Facing The Sea - Eretz Israel Museum

Facing The Sea
"HaGal Sheli" & Daniel Tchetchik

Portrait of Mai Peled, 2025.
Portrait of Mai Peled, 2025.
Portrait of Emmanuel Segev Naftali, 2025.
Portrait of Emmanuel Segev Naftali, 2025.
Portrait of Yuval Sharabi, 2025.
Portrait of Yuval Sharabi, 2025.

Facing the Sea is a personal and social artistic project photographed and filmed entirely in the course of 2025 – the fruit of a collaboration between the non-profit organization “HaGal Sheli” (My Wave) and the artist and photographer Daniel Tchetchik. The organization operates as a unique social-educational framework that transforms the experience of surfing at sea into a sphere of community building, rehabilitation and empowerment. For at-risk youth, individuals coping with trauma, and special-needs populations, surfing is a tool for self-discovery and a means for coping, fostering emotional resilience, connecting to inner resources and creating a sense of self-competency.

The focal point of this project are participants in the therapeutic program “Tools from the Waves” – children, adolescents, women and men who suffered through the events of October 7, 2023, and the ensuing war. They include evacuees from the “Gaza envelope,” soldiers, families who lost loved ones, families of hostages and survivors of the Nova and Midburn festivals. Each of those photographed carries a personal story of trauma and resilience.

For over a decade, Tchetchik has been engaging with the sea and the surrounding landscapes as a lens through which to examine the fragility, complexity and power of human existence. In this project, he studies the reciprocal relations between the emotional climate and the external environment, combining intimate portraits with landscape photography.

Tchetchik’s works, together with the video interviews filmed and edited by Oren Izre’el, document the participants on a journey of rehabilitation and renewal: the infinity extending on the horizon line, moments in which one’s breath is arrested, an encounter with the waves that calls for movement and presence. The very choice to enter the sea, to face it and to be moved by its power, restores a sense of control, connection and safety. The body’s presence facilitates contact with the wound and the possibility of renewal, as trauma and loss encounter light and hope.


- Your assignment:
With all pictures excluded, restate the records that follow exactly as written.

- Task material:
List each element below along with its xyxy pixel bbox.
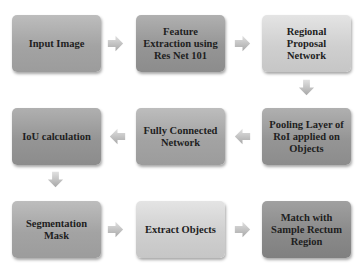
arrow-right-icon xyxy=(234,221,251,238)
node-label: Regional Proposal Network xyxy=(266,26,347,62)
node-pooling-layer: Pooling Layer of RoI applied on Objects xyxy=(262,108,351,165)
node-feature-extraction: Feature Extraction using Res Net 101 xyxy=(136,15,225,72)
arrow-left-icon xyxy=(234,128,251,145)
node-label: Input Image xyxy=(29,38,85,50)
node-label: Extract Objects xyxy=(145,224,216,236)
node-iou-calculation: IoU calculation xyxy=(12,108,101,165)
node-label: Segmentation Mask xyxy=(16,218,97,242)
node-match-sample-rectum-region: Match with Sample Rectum Region xyxy=(262,201,351,258)
node-segmentation-mask: Segmentation Mask xyxy=(12,201,101,258)
arrow-right-icon xyxy=(234,35,251,52)
node-fully-connected-network: Fully Connected Network xyxy=(136,108,225,165)
node-extract-objects: Extract Objects xyxy=(136,201,225,258)
node-label: Feature Extraction using Res Net 101 xyxy=(140,26,221,62)
node-regional-proposal-network: Regional Proposal Network xyxy=(262,15,351,72)
arrow-left-icon xyxy=(109,128,126,145)
node-label: Fully Connected Network xyxy=(140,125,221,149)
node-label: IoU calculation xyxy=(22,131,91,143)
node-input-image: Input Image xyxy=(12,15,101,72)
node-label: Match with Sample Rectum Region xyxy=(266,212,347,248)
arrow-right-icon xyxy=(107,35,124,52)
arrow-down-icon xyxy=(47,171,64,188)
arrow-right-icon xyxy=(107,221,124,238)
arrow-down-icon xyxy=(298,79,315,96)
node-label: Pooling Layer of RoI applied on Objects xyxy=(266,119,347,155)
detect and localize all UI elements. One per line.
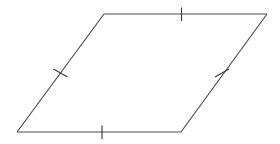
figure-background	[0, 0, 280, 144]
parallelogram-svg	[0, 0, 280, 144]
geometry-figure-canvas: A parallelogram with tick marks indicati…	[0, 0, 280, 144]
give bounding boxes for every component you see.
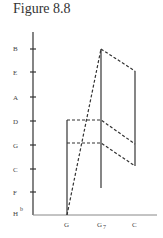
x-label-c: C [132,221,137,229]
y-label-c: C [13,166,18,174]
flat-sign: b [20,206,23,212]
y-label-e: E [13,69,17,77]
y-label-a: A [13,94,18,102]
y-label-d: D [13,118,18,126]
b-to-e-line [101,49,135,71]
x-tick-labels: G G 7 C [64,221,137,230]
chord-diagram: B E A D G C F H b G G 7 C [0,0,163,238]
y-label-f: F [13,189,17,197]
x-label-g: G [64,221,69,229]
x-label-g7: G [97,221,102,229]
y-label-b: B [13,45,18,53]
x-label-g7-sub: 7 [103,224,106,230]
y-tick-labels: B E A D G C F H b [13,45,23,218]
y-label-h-flat: H [13,210,18,218]
y-label-g: G [13,142,18,150]
h-flat-to-b-line [67,49,101,215]
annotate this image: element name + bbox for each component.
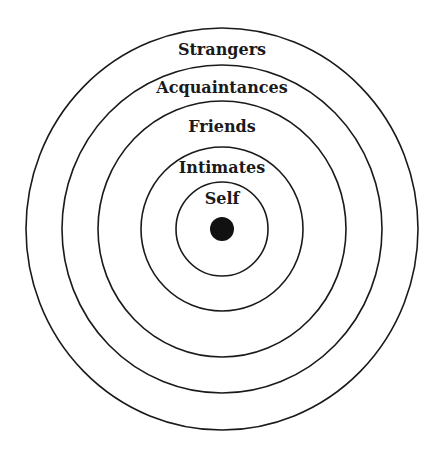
label-strangers: Strangers: [178, 40, 266, 59]
label-friends: Friends: [188, 117, 256, 136]
concentric-relationship-diagram: Strangers Acquaintances Friends Intimate…: [0, 0, 442, 452]
self-core-dot: [210, 217, 234, 241]
label-intimates: Intimates: [179, 158, 265, 177]
label-acquaintances: Acquaintances: [155, 78, 287, 97]
label-self: Self: [205, 189, 241, 208]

- Answer:
List each element below along with its xyxy pixel bbox.
arrow-right-icon xyxy=(234,221,251,238)
node-label: Regional Proposal Network xyxy=(266,26,347,62)
node-pooling-layer: Pooling Layer of RoI applied on Objects xyxy=(262,108,351,165)
node-feature-extraction: Feature Extraction using Res Net 101 xyxy=(136,15,225,72)
arrow-left-icon xyxy=(234,128,251,145)
node-label: Input Image xyxy=(29,38,85,50)
node-label: Extract Objects xyxy=(145,224,216,236)
node-iou-calculation: IoU calculation xyxy=(12,108,101,165)
node-label: Segmentation Mask xyxy=(16,218,97,242)
node-match-sample-rectum-region: Match with Sample Rectum Region xyxy=(262,201,351,258)
node-segmentation-mask: Segmentation Mask xyxy=(12,201,101,258)
arrow-right-icon xyxy=(234,35,251,52)
node-fully-connected-network: Fully Connected Network xyxy=(136,108,225,165)
node-extract-objects: Extract Objects xyxy=(136,201,225,258)
node-label: Feature Extraction using Res Net 101 xyxy=(140,26,221,62)
node-regional-proposal-network: Regional Proposal Network xyxy=(262,15,351,72)
arrow-left-icon xyxy=(109,128,126,145)
node-label: Fully Connected Network xyxy=(140,125,221,149)
node-label: IoU calculation xyxy=(22,131,91,143)
node-input-image: Input Image xyxy=(12,15,101,72)
node-label: Match with Sample Rectum Region xyxy=(266,212,347,248)
arrow-right-icon xyxy=(107,35,124,52)
arrow-down-icon xyxy=(47,171,64,188)
arrow-right-icon xyxy=(107,221,124,238)
arrow-down-icon xyxy=(298,79,315,96)
node-label: Pooling Layer of RoI applied on Objects xyxy=(266,119,347,155)
detect and localize all UI elements. One per line.
figure-background	[0, 0, 280, 144]
parallelogram-svg	[0, 0, 280, 144]
geometry-figure-canvas: A parallelogram with tick marks indicati…	[0, 0, 280, 144]
give bounding boxes for every component you see.
x-label-c: C [132,221,137,229]
y-label-c: C [13,166,18,174]
flat-sign: b [20,206,23,212]
y-label-e: E [13,69,17,77]
y-label-a: A [13,94,18,102]
y-label-d: D [13,118,18,126]
b-to-e-line [101,49,135,71]
x-tick-labels: G G 7 C [64,221,137,230]
chord-diagram: B E A D G C F H b G G 7 C [0,0,163,238]
y-label-f: F [13,189,17,197]
x-label-g: G [64,221,69,229]
x-label-g7: G [97,221,102,229]
y-label-b: B [13,45,18,53]
x-label-g7-sub: 7 [103,224,106,230]
y-tick-labels: B E A D G C F H b [13,45,23,218]
y-label-h-flat: H [13,210,18,218]
y-label-g: G [13,142,18,150]
h-flat-to-b-line [67,49,101,215]
annotate this image: element name + bbox for each component.
label-strangers: Strangers: [178, 40, 266, 59]
label-friends: Friends: [188, 117, 256, 136]
concentric-relationship-diagram: Strangers Acquaintances Friends Intimate…: [0, 0, 442, 452]
self-core-dot: [210, 217, 234, 241]
label-intimates: Intimates: [179, 158, 265, 177]
label-acquaintances: Acquaintances: [155, 78, 287, 97]
label-self: Self: [205, 189, 241, 208]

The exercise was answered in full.